Yahoo Web Search

Search results

  1. Prime Minister parodies are a long-running feature of the British satirical magazine Private Eye, which have been included in the majority of issues since the magazine's inception. The parodies consist of one arch satirical personification of the Prime Minister of the United Kingdom of the day, and use that personification to send up ...

  2. Oct 26, 2021 · The purpose of the Private Eye prime ministerial parody was to render its subject unserious. When the subject manages that all by themselves, satire might be seen to have died.

    • Martin Farr
  3. Nov 13, 2021 · Martin Farr, Newcastle UniversityThe fortnightly magazine Private Eye turns 60 this year. When it launched, it helped initiate the “satire boom”, and, more profoundly, the increasing lack of defere…

  4. Oct 27, 2021 · Private Eye's 60 years of Prime Ministerial parodies. Spoofs tell a history of modern Britain, says Martin Farr. The fortnightly magazine Private Eye turns 60 this year.

  5. 538 subscribers in the wikipediaafdwatch community. A watchdog for tracking AfD (articles for deletion) discussions & nominations on Wikipedia.

  6. Oct 26, 2021 · Private Eye at 60: the prime ministerial parodies that tell a history of modern Britain. Martin Farr, Senior Lecturer in Contemporary British History, Newcastle University. 26 October 2021 ·...

  7. Oct 26, 2021 · Comment: Private Eye - a history of modern Britain. Published on: 26 October 2021. Writing for The Conversation, Dr Martin Farr discusses how Private Eye's prime ministerial parodies provide a political history of modern Britain.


**ASSIGNMENT**
Starting with the line that contains "Locate an element on the screen. This", copy out each line through the end of the entries below, exactly as written, and nothing else.

**INPUT**
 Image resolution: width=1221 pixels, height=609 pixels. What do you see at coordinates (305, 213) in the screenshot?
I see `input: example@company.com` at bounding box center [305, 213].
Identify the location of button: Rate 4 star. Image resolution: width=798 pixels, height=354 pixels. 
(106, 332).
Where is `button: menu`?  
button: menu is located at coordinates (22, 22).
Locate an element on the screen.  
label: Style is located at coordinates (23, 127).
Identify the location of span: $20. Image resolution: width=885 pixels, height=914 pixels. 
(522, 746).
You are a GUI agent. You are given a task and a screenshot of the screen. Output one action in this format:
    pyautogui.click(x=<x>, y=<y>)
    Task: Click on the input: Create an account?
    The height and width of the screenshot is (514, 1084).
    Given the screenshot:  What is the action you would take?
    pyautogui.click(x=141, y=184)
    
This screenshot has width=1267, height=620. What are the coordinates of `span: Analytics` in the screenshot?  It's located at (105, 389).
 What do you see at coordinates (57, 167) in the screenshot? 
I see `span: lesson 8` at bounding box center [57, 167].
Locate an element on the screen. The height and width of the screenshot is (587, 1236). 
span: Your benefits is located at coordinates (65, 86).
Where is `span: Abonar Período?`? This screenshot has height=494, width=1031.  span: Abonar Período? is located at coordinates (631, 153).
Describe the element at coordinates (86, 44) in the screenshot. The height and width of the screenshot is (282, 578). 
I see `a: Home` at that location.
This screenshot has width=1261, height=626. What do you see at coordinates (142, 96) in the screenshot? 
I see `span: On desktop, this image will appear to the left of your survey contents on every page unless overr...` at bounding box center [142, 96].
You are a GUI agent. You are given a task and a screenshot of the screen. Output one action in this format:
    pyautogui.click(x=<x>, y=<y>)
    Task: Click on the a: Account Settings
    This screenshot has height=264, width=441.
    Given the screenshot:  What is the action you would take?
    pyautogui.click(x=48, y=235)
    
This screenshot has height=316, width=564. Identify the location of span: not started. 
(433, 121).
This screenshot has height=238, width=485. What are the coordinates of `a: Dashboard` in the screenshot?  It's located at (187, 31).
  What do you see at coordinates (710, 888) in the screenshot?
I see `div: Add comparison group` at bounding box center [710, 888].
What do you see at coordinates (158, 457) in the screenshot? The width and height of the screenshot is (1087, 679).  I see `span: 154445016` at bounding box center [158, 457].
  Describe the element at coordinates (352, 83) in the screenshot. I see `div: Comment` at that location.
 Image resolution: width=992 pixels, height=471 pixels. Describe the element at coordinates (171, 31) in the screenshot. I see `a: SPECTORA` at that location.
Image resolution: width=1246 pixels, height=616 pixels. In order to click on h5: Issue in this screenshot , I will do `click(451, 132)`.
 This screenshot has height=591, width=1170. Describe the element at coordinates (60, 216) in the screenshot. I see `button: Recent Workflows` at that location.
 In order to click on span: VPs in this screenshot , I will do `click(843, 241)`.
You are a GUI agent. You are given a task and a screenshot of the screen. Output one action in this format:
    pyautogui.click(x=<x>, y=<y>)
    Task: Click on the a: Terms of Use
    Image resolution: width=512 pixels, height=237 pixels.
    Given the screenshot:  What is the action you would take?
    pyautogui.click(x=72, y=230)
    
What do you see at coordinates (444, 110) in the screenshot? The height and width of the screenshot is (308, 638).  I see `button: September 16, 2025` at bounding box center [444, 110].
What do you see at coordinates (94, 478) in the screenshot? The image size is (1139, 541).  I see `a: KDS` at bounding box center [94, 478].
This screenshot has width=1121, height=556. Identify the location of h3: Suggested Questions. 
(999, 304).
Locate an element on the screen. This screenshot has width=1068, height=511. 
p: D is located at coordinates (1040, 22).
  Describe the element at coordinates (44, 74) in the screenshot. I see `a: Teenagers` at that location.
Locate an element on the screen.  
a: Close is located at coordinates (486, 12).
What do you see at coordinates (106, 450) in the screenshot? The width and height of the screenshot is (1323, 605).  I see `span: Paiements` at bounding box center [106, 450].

**ANSWER BOX**
Locate an element on the screen. This screenshot has width=1068, height=511. 
p: D is located at coordinates (1040, 22).
  Describe the element at coordinates (44, 74) in the screenshot. I see `a: Teenagers` at that location.
Locate an element on the screen.  
a: Close is located at coordinates (486, 12).
What do you see at coordinates (106, 450) in the screenshot? The width and height of the screenshot is (1323, 605).  I see `span: Paiements` at bounding box center [106, 450].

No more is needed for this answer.